In the first set of arguments the judgment relates deprivation to rebellion that expresses itself in violent agitation politics. This is the section of the argument that some commentators have found both rhetorical as well as ‘dangerous’ rationalisation of the Maoist politics in India. Whether the learned judges have the luxury of rhetoric drawn from social science and political philosophy literature in a judicial pronouncement, or they should use only a prosaic legal language in explanation and verdict, is a separate issue. One among the main issues, as articulated by Aiyar, is whether the current economic situation in India, in which the politics of the Maoist kind has sustained and expanded since the 1980s, is due to ‘neo-liberal’ economic policies enforced by external pressures, or it is India’s own mess wherein the policy regime is still ‘illiberal’ and far away from market dictated ‘neo-liberalism’. The point indeed is well-taken. From this perspective, it is only the characterisation that is problematic. Irrespective of the ‘ism’ followed by India’s policy regime, land acquisition by the ‘eminent domain’ for the public good and displacement without adequate resettlement,1 policies for which are still being fine-tuned, is still creating huge pockets of discontent, leaving a large sections of the poverty stricken populace to be recruited for ‘revolution’ by the Maoists. That processes, circumstances and consequences of acquisition of land by the government(s) in India is turning out to be curious is evident from the recent judgment of the Allahabad High Court relating to acquisition of land from farmers and sale to private builders in Noida/Greater Noida. Though neither Maoism, nor resettlement is an issue in these cases, but circumstantial and consequential anomalies of the land acquisition policies are, whatever ‘ism’ we use to explain this away.

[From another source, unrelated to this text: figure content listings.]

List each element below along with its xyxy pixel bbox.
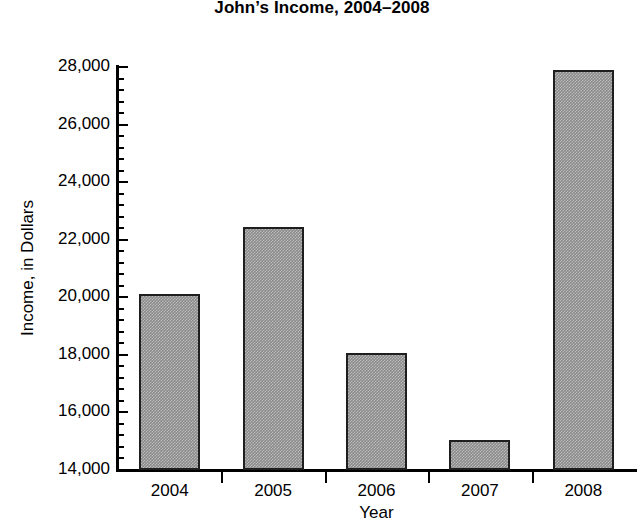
- bar-2006: [346, 353, 407, 470]
- y-tick-label: 22,000: [32, 229, 110, 249]
- bar-chart: John’s Income, 2004–2008 Income, in Doll…: [0, 0, 644, 532]
- x-tick-label: 2004: [118, 481, 221, 501]
- bar-2005: [243, 227, 304, 470]
- bar-2008: [553, 70, 614, 470]
- x-tick-label: 2008: [532, 481, 635, 501]
- y-tick-label: 26,000: [32, 114, 110, 134]
- y-tick-label: 18,000: [32, 344, 110, 364]
- y-axis-tick-labels: 28,00026,00024,00022,00020,00018,00016,0…: [30, 0, 110, 532]
- bar-2007: [449, 440, 510, 470]
- y-tick-label: 20,000: [32, 286, 110, 306]
- x-axis-title: Year: [118, 503, 635, 523]
- bar-2004: [139, 294, 200, 470]
- y-tick-label: 16,000: [32, 401, 110, 421]
- y-tick-label: 28,000: [32, 56, 110, 76]
- x-tick-label: 2005: [222, 481, 325, 501]
- y-tick-label: 14,000: [32, 459, 110, 479]
- x-tick-label: 2007: [428, 481, 531, 501]
- plot-area: [118, 67, 635, 470]
- x-tick-label: 2006: [325, 481, 428, 501]
- y-tick-label: 24,000: [32, 171, 110, 191]
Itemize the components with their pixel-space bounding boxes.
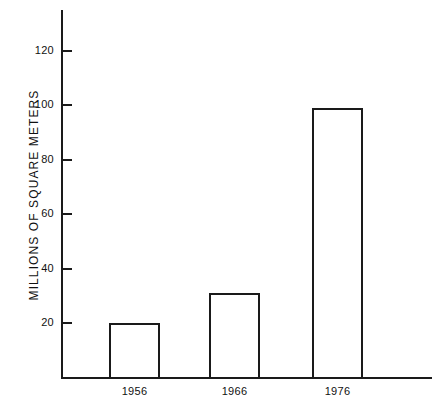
y-tick-label: 120 bbox=[18, 45, 54, 56]
x-axis-label-1976: 1976 bbox=[298, 385, 378, 397]
y-tick-label-text: 120 bbox=[24, 45, 54, 56]
bar-1966 bbox=[209, 293, 260, 379]
y-tick-label: 20 bbox=[18, 317, 54, 328]
y-tick-label-text: 20 bbox=[24, 317, 54, 328]
y-tick-label-text: 100 bbox=[24, 99, 54, 110]
x-axis-label-1966: 1966 bbox=[195, 385, 275, 397]
y-tick-label-text: 60 bbox=[24, 208, 54, 219]
y-axis-title: MILLIONS OF SQUARE METERS bbox=[27, 75, 41, 315]
bar-chart: MILLIONS OF SQUARE METERS 20406080100120… bbox=[0, 0, 438, 409]
y-tick-mark bbox=[61, 213, 72, 215]
y-tick-mark bbox=[61, 50, 72, 52]
bar-1976 bbox=[312, 108, 363, 379]
y-tick-label-text: 40 bbox=[24, 263, 54, 274]
y-tick-label: 40 bbox=[18, 263, 54, 274]
x-axis-label-1956: 1956 bbox=[95, 385, 175, 397]
y-tick-mark bbox=[61, 104, 72, 106]
y-tick-label: 60 bbox=[18, 208, 54, 219]
bar-1956 bbox=[109, 323, 160, 379]
y-tick-label: 80 bbox=[18, 154, 54, 165]
y-tick-mark bbox=[61, 322, 72, 324]
y-tick-label: 100 bbox=[18, 99, 54, 110]
y-tick-mark bbox=[61, 159, 72, 161]
y-tick-mark bbox=[61, 268, 72, 270]
y-tick-label-text: 80 bbox=[24, 154, 54, 165]
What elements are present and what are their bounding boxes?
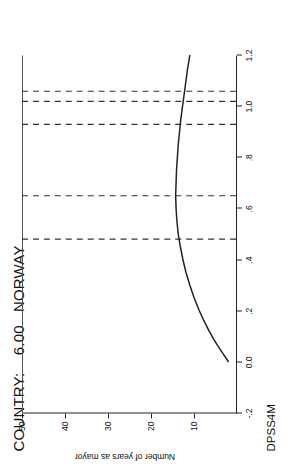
x-tick-mark xyxy=(237,361,242,362)
y-tick-label: 10 xyxy=(189,421,199,443)
y-tick-label: 50 xyxy=(17,421,27,443)
y-tick-mark xyxy=(65,413,66,418)
rotated-figure: COUNTRY: 6.00 NORWAY DPSS4M Number of ye… xyxy=(0,0,294,475)
plot-canvas xyxy=(22,55,236,412)
x-tick-mark xyxy=(237,156,242,157)
x-tick-mark xyxy=(237,105,242,106)
y-tick-mark xyxy=(151,413,152,418)
y-tick-mark xyxy=(22,413,23,418)
x-tick-mark xyxy=(237,412,242,413)
y-axis-label: Number of years as mayor xyxy=(35,451,215,461)
x-tick-mark xyxy=(237,54,242,55)
y-tick-label: 30 xyxy=(103,421,113,443)
y-tick-mark xyxy=(108,413,109,418)
y-tick-label: 20 xyxy=(146,421,156,443)
x-tick-mark xyxy=(237,207,242,208)
x-tick-label: .2 xyxy=(244,307,254,314)
x-tick-label: .4 xyxy=(244,256,254,263)
x-tick-mark xyxy=(237,259,242,260)
x-tick-label: .6 xyxy=(244,205,254,212)
x-tick-mark xyxy=(237,310,242,311)
plot-area xyxy=(22,55,237,413)
x-tick-label: 1.0 xyxy=(244,100,254,112)
x-tick-label: 1.2 xyxy=(244,49,254,61)
x-tick-label: .8 xyxy=(244,154,254,161)
y-tick-label: 40 xyxy=(60,421,70,443)
reference-lines-group xyxy=(22,91,236,239)
x-tick-label: -.2 xyxy=(244,408,254,418)
y-tick-mark xyxy=(194,413,195,418)
x-axis-label: DPSS4M xyxy=(265,404,277,451)
x-tick-label: 0.0 xyxy=(244,356,254,368)
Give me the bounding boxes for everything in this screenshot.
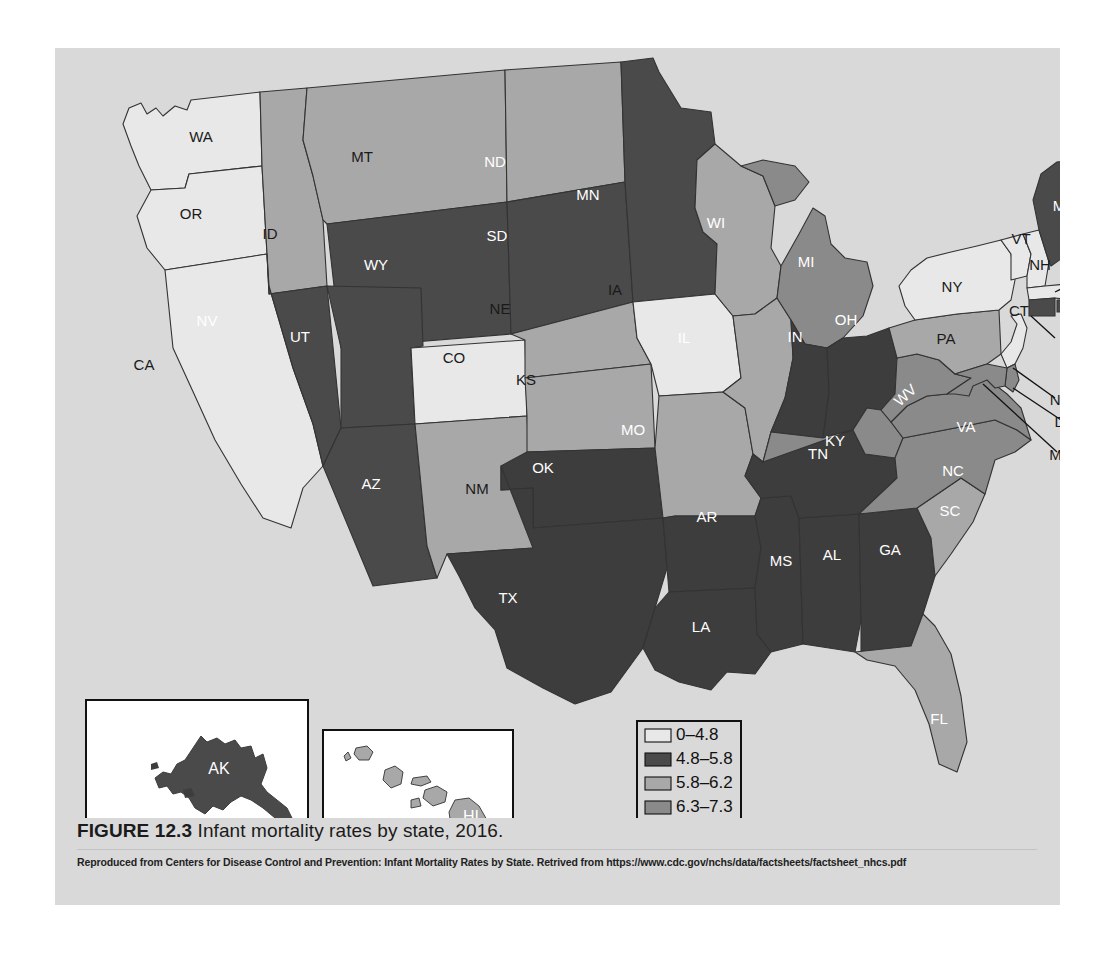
state-label-TN: TN [808,445,828,462]
state-KS[interactable] [525,364,655,452]
state-label-AL: AL [823,546,841,563]
state-NJ[interactable] [1001,314,1027,368]
legend-swatch-0 [645,729,671,742]
map-legend: 0–4.8 4.8–5.8 5.8–6.2 6.3–7.3 7.4–9.1 [637,721,741,818]
state-label-NC: NC [942,462,964,479]
leader-line-NJ [1013,368,1055,398]
state-label-FL: FL [930,710,948,727]
state-MT[interactable] [303,70,507,224]
state-label-MN: MN [576,186,599,203]
state-label-NE: NE [490,300,511,317]
state-label-TX: TX [498,589,517,606]
state-label-WI: WI [707,214,725,231]
state-label-CA: CA [134,356,155,373]
figure-source: Reproduced from Centers for Disease Cont… [77,856,1042,868]
state-label-CT: CT [1009,302,1029,319]
state-label-OH: OH [835,311,858,328]
state-AL[interactable] [799,514,861,652]
alaska-inset: AK [86,700,308,818]
state-UT[interactable] [327,286,423,428]
state-label-IA: IA [608,281,622,298]
caption-divider [77,849,1037,850]
inset-label-AK: AK [208,760,230,777]
state-label-NV: NV [197,312,218,329]
state-ND[interactable] [505,62,625,202]
figure-title: Infant mortality rates by state, 2016. [198,820,504,841]
state-label-MO: MO [621,421,645,438]
state-label-OR: OR [180,205,203,222]
state-label-MT: MT [351,148,373,165]
us-map-svg: WA OR CA ID NV MT WY UT AZ CO NM ND SD N… [55,48,1060,818]
state-CT[interactable] [1029,298,1055,316]
state-label-VT: VT [1011,230,1030,247]
state-label-GA: GA [879,541,901,558]
state-label-WA: WA [189,128,213,145]
legend-label-2: 5.8–6.2 [676,773,733,792]
state-label-ID: ID [263,225,278,242]
state-label-LA: LA [692,618,710,635]
state-label-SD: SD [487,227,508,244]
legend-label-3: 6.3–7.3 [676,797,733,816]
state-label-DE: DE [1055,413,1060,430]
state-AR[interactable] [663,516,761,592]
legend-swatch-2 [645,777,671,790]
state-label-PA: PA [937,330,956,347]
state-label-MI: MI [798,253,815,270]
state-label-NY: NY [942,278,963,295]
state-MS[interactable] [755,496,803,652]
state-label-AR: AR [697,508,718,525]
figure-caption: FIGURE 12.3 Infant mortality rates by st… [77,820,1042,868]
state-label-IL: IL [678,329,691,346]
state-LA[interactable] [643,588,771,690]
state-label-UT: UT [290,328,310,345]
caption-title-line: FIGURE 12.3 Infant mortality rates by st… [77,820,1042,842]
hawaii-inset: HI [323,730,513,818]
state-label-NH: NH [1029,256,1051,273]
state-CO[interactable] [411,340,527,424]
state-label-OK: OK [532,459,554,476]
figure-number: FIGURE 12.3 [77,820,192,841]
state-label-WY: WY [364,256,388,273]
state-label-AZ: AZ [361,475,380,492]
state-label-MD: MD [1049,446,1060,463]
legend-swatch-1 [645,753,671,766]
state-label-CO: CO [443,349,466,366]
state-label-VA: VA [957,418,976,435]
leader-line-CT [1031,316,1055,338]
state-label-ND: ND [484,153,506,170]
state-label-SC: SC [940,502,961,519]
state-label-KS: KS [516,371,536,388]
state-label-MS: MS [770,552,793,569]
state-RI[interactable] [1057,300,1060,312]
figure-panel: WA OR CA ID NV MT WY UT AZ CO NM ND SD N… [55,48,1060,905]
state-label-ME: ME [1053,197,1060,214]
legend-label-0: 0–4.8 [676,725,719,744]
choropleth-map: WA OR CA ID NV MT WY UT AZ CO NM ND SD N… [55,48,1060,818]
inset-label-HI: HI [463,808,479,818]
legend-label-1: 4.8–5.8 [676,749,733,768]
legend-swatch-3 [645,801,671,814]
state-label-IN: IN [788,328,803,345]
state-label-NM: NM [465,480,488,497]
state-label-NJ: NJ [1050,391,1060,408]
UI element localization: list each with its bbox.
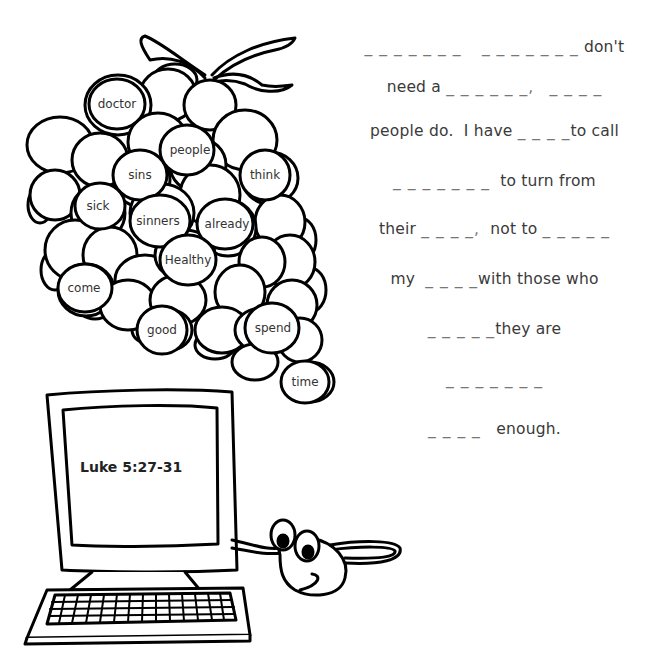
word-sick: sick — [86, 199, 109, 213]
line-text: not to — [480, 220, 542, 238]
blank[interactable]: _ _ _ _ — [550, 78, 603, 96]
blank[interactable]: _ _ _ _ _ _ _ — [393, 172, 490, 190]
puzzle-line-7: _ _ _ _ _they are — [318, 320, 671, 338]
line-text: my — [390, 270, 425, 288]
puzzle-line-9: _ _ _ _ enough. — [318, 420, 671, 438]
word-healthy: Healthy — [165, 253, 212, 267]
word-people: people — [170, 143, 211, 157]
puzzle-line-2: need a _ _ _ _ _ _, _ _ _ _ — [318, 78, 671, 96]
line-text: their — [379, 220, 421, 238]
puzzle-line-3: people do. I have _ _ _ _to call — [318, 122, 671, 140]
blank[interactable]: _ _ _ _ _ — [542, 220, 609, 238]
puzzle-line-8: _ _ _ _ _ _ _ — [318, 370, 671, 388]
gap — [461, 38, 482, 56]
blank[interactable]: _ _ _ _ _ _ _ — [446, 370, 543, 388]
puzzle-line-4: _ _ _ _ _ _ _ to turn from — [318, 172, 671, 190]
word-doctor: doctor — [98, 97, 137, 111]
keyboard-icon — [25, 588, 250, 644]
blank[interactable]: _ _ _ _ _ _, — [446, 78, 534, 96]
word-think: think — [250, 168, 280, 182]
word-good: good — [147, 323, 177, 337]
line-text: need a — [387, 78, 447, 96]
blank[interactable]: _ _ _ _ _ _ _ — [365, 38, 462, 56]
word-already: already — [205, 217, 250, 231]
line-text: enough. — [481, 420, 561, 438]
word-sins: sins — [128, 168, 151, 182]
scripture-reference: Luke 5:27-31 — [80, 459, 182, 475]
line-text: to turn from — [490, 172, 596, 190]
puzzle-line-1: _ _ _ _ _ _ _ _ _ _ _ _ _ _ don't — [318, 38, 671, 56]
line-text: with those who — [478, 270, 599, 288]
blank[interactable]: _ _ _ _ — [518, 122, 571, 140]
blank[interactable]: _ _ _ _ — [428, 420, 481, 438]
cartoon-mouse-icon — [271, 520, 346, 595]
line-text: to call — [570, 122, 619, 140]
computer-monitor-icon — [47, 390, 237, 590]
puzzle-line-5: their _ _ _ _, not to _ _ _ _ _ — [318, 220, 671, 238]
line-text: people do. I have — [370, 122, 518, 140]
word-sinners: sinners — [136, 214, 179, 228]
word-spend: spend — [255, 321, 291, 335]
blank[interactable]: _ _ _ _, — [421, 220, 480, 238]
word-come: come — [67, 281, 100, 295]
line-text: don't — [579, 38, 625, 56]
line-text: they are — [495, 320, 561, 338]
word-time: time — [291, 375, 318, 389]
puzzle-line-6: my _ _ _ _with those who — [318, 270, 671, 288]
blank[interactable]: _ _ _ _ _ — [428, 320, 495, 338]
gap — [534, 78, 549, 96]
blank[interactable]: _ _ _ _ _ _ _ — [482, 38, 579, 56]
blank[interactable]: _ _ _ _ — [425, 270, 478, 288]
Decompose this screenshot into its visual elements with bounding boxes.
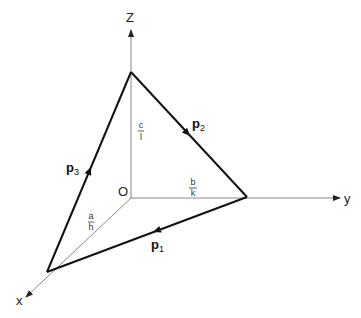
svg-text:c: c [139, 120, 144, 130]
y-axis-label: y [344, 191, 351, 206]
diagram-canvas: Z y x O p1 p2 p3 c l b k a h [0, 0, 361, 318]
p3-arrow-icon [85, 166, 95, 176]
z-intercept-fraction: c l [138, 120, 144, 142]
origin-label: O [118, 184, 128, 199]
svg-text:l: l [140, 132, 142, 142]
svg-text:h: h [88, 222, 93, 232]
x-axis-label: x [16, 293, 23, 308]
vector-p3-label: p3 [66, 160, 79, 177]
y-intercept-fraction: b k [189, 177, 197, 198]
svg-text:k: k [191, 188, 196, 198]
z-axis-label: Z [126, 10, 134, 25]
x-intercept-fraction: a h [88, 211, 94, 232]
p1-arrow-icon [152, 226, 162, 235]
x-axis [26, 198, 131, 297]
vector-p1-line [47, 197, 247, 272]
vector-p1-label: p1 [151, 237, 164, 254]
svg-text:b: b [190, 177, 195, 187]
svg-text:a: a [88, 211, 93, 221]
vector-p2-label: p2 [192, 116, 205, 133]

That the Marxist-Leninist-Maoist politics in India beginning in Telangana in 1946 (then in Hyderabad state), travelling to Naxalbari in West Bengal a decade-and-a-half since its withdrawal on the advice of Stalin in 1951, surviving its obliteration in West Bengal in 1972 because of its sprouting in Srikakulam since the 1960s and gradual spread to the ‘red corridor’ since the founding of the People’s War Group (PWG) is well-analysed in social science literature, not all of which is supportive to this movement.2 Obviously, the spread is not merely due to a handful of ideologues and activists, they have found fertile ground in the areas they are entrenched in to build up a cadre and an armed militia that has been testing the might of the Indian state for two decades.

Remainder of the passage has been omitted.